Pig Iron Theatre Company's show Welcome to Yuba City is not about money; it's set at a mythical desert truck stop. But in 2005, Pig Iron was ahead of the curve, producing the ur-money show, among the most popular (and up to the time, expensive) in the festival. Called Pay Up, it questioned the value of money by forcing audiences to decide how much scenes were worth to them, then making each audience member pay for individual choices.

Ironically, the festival this year has its own little money conundrum: In a copresentation with the Joyce Theater, a major Manhattan home for dance, Live Arts/Fringe has accepted money from the Boeing Co. to present 12 local choreographers, who will be winnowed to a single winner by audience vote over a four-night competition called The A.W.A.R.D. Show! In return, the festival keeps the income from tickets to the performances.

Boeing is sponsoring such shows in four cities. "The people at Boeing are sincere about helping the arts," says Stuccio, in the face of some artists' assertions that the show pits them against one another in a cheesy TV-type reality-show format. The winning choreographer gets $10,000, two runners-up win $1,000.

"I'll be totally transparent. I'm a little conflicted about it," Stuccio says. "Should I say to Boeing, no, I'm not going to give money out that way to this community, you keep it? No, I can't do that.

"And if I can get 25 people to come out who wouldn't otherwise come to see dance, because they get to vote, fine then. We've just built a new audience for dance. But the whole thing's very tricky."

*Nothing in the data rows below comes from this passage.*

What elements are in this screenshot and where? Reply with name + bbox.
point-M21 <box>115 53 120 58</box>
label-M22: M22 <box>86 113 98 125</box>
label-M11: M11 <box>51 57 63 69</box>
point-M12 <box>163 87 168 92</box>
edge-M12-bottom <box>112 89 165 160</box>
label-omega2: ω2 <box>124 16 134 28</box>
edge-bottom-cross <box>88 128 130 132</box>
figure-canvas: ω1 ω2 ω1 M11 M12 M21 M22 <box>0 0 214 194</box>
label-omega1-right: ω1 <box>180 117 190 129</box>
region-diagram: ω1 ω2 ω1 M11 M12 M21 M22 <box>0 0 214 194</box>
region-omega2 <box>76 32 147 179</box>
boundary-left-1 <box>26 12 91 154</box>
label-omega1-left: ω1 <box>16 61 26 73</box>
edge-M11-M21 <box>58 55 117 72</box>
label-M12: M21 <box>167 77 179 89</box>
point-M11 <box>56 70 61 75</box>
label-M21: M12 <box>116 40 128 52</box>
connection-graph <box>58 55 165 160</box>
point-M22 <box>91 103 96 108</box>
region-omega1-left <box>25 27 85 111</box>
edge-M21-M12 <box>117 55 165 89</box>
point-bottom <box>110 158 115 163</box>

As are all money matters, it seems. Stuccio says that it was a revelation when he discerned the pecuniary theme. "What's exciting is when we lay out these beautiful photos and note cards about the work people are doing, and think about how to make a festival, then step back. The overpowering realization of what artists are saying to us is much more powerful than us saying to them, 'I'd like you to contribute work about the financial world.'

"You just get out of their way and let them say what they say. That's when the puzzle comes together. That's the Sudoku of this thing."